Weight breaks: LTL rates are published per 100 lbs (CWT) but use discount-from-tariff pricing. There are non-linear weight breaks — shipping 501 lbs often costs more than shipping 500 lbs because of how rates tier.
Accessorial charges: Residential delivery, liftgate, inside delivery, appointment required, and limited access surcharges add substantially to the base rate.
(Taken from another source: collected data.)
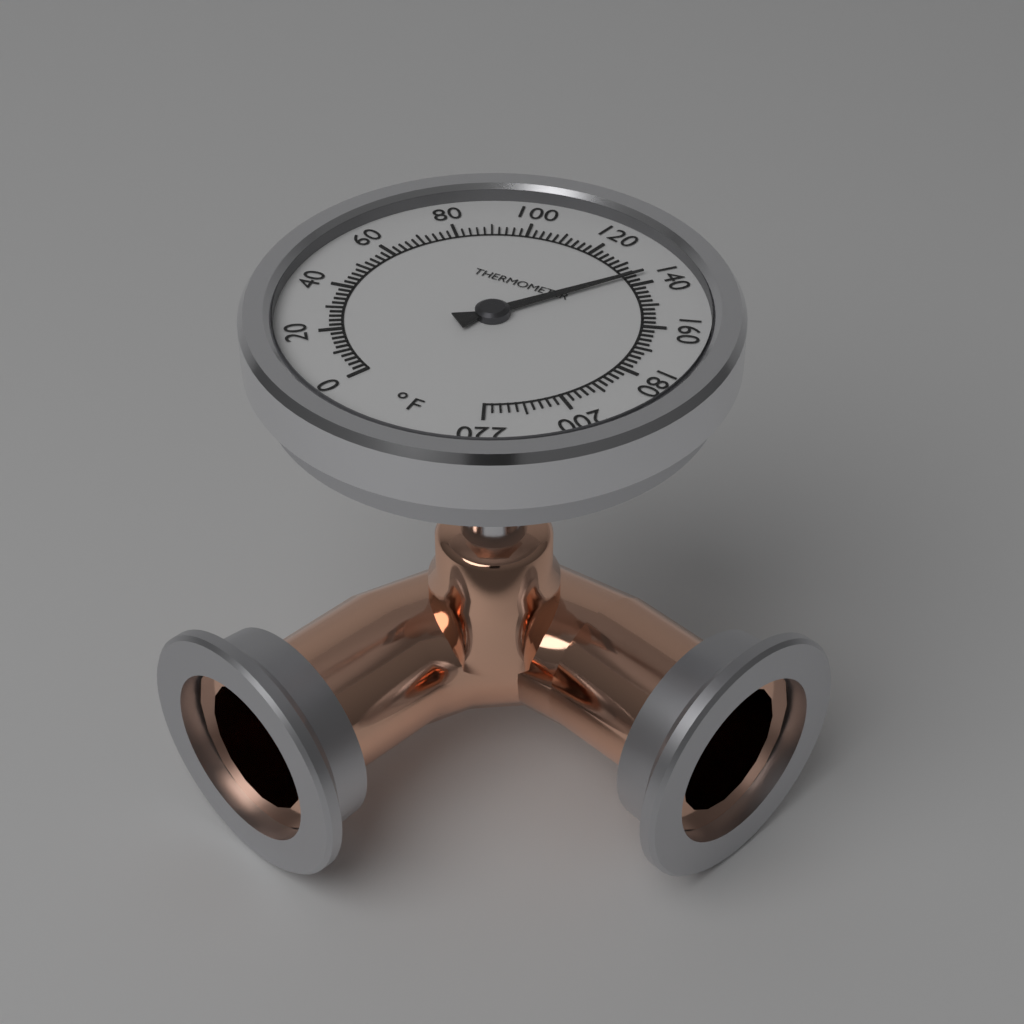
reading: 136 °F
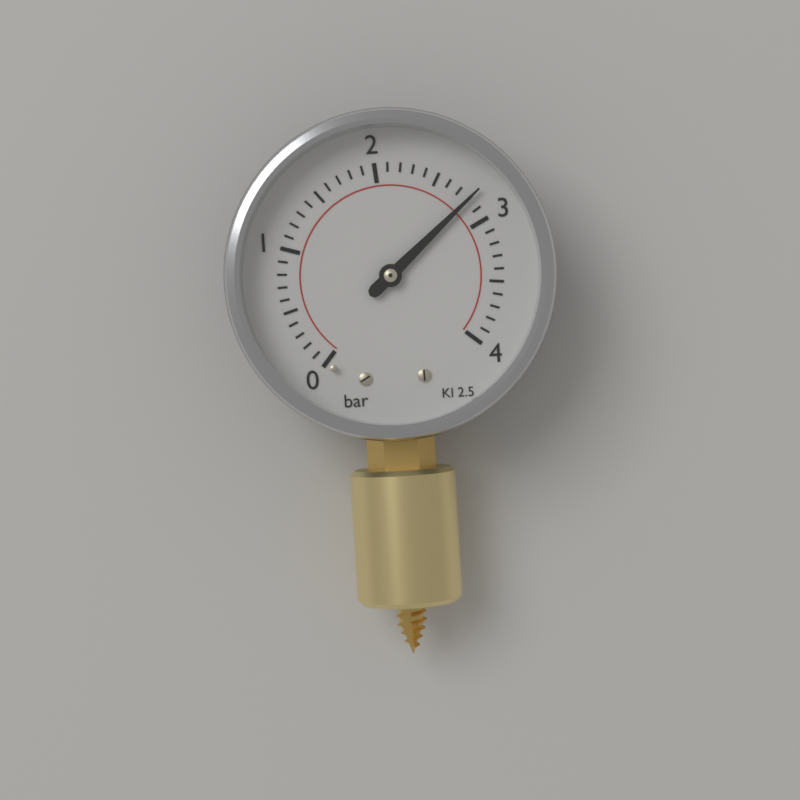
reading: 2.8 bar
Major LTL Carriers in the US
After the Yellow Freight bankruptcy in 2023 (which removed 10% of US LTL capacity overnight), the market consolidated further:
- FedEx Freight: The largest US LTL carrier post-Yellow, with a national network of 400+ service centers
- Old Dominion Freight Line (ODFL): Consistently rated the best-performing US LTL carrier for service quality; strong pricing power
- XPO Logistics: Operates the second-largest LTL network after spinning off RXO
- Saia LTL Freight: Strong Southeast network; aggressive expansion post-Yellow
- Estes Express Lines: Privately held; strong regional presence
LTL vs. FTL Decision
The classic breakeven point: when an LTL shipment exceeds approximately 8–10 pallets or 15,000 lbs, the cost of the LTL shipment often exceeds the cost of a dedicated truckload. At that point, shipping FTL (or partial truckload/PTL) becomes economical and also faster and less damage-prone.
References
1 ParcelDetect Logistics Database, 2026.
2 Universal Postal Union (UPU) Standards.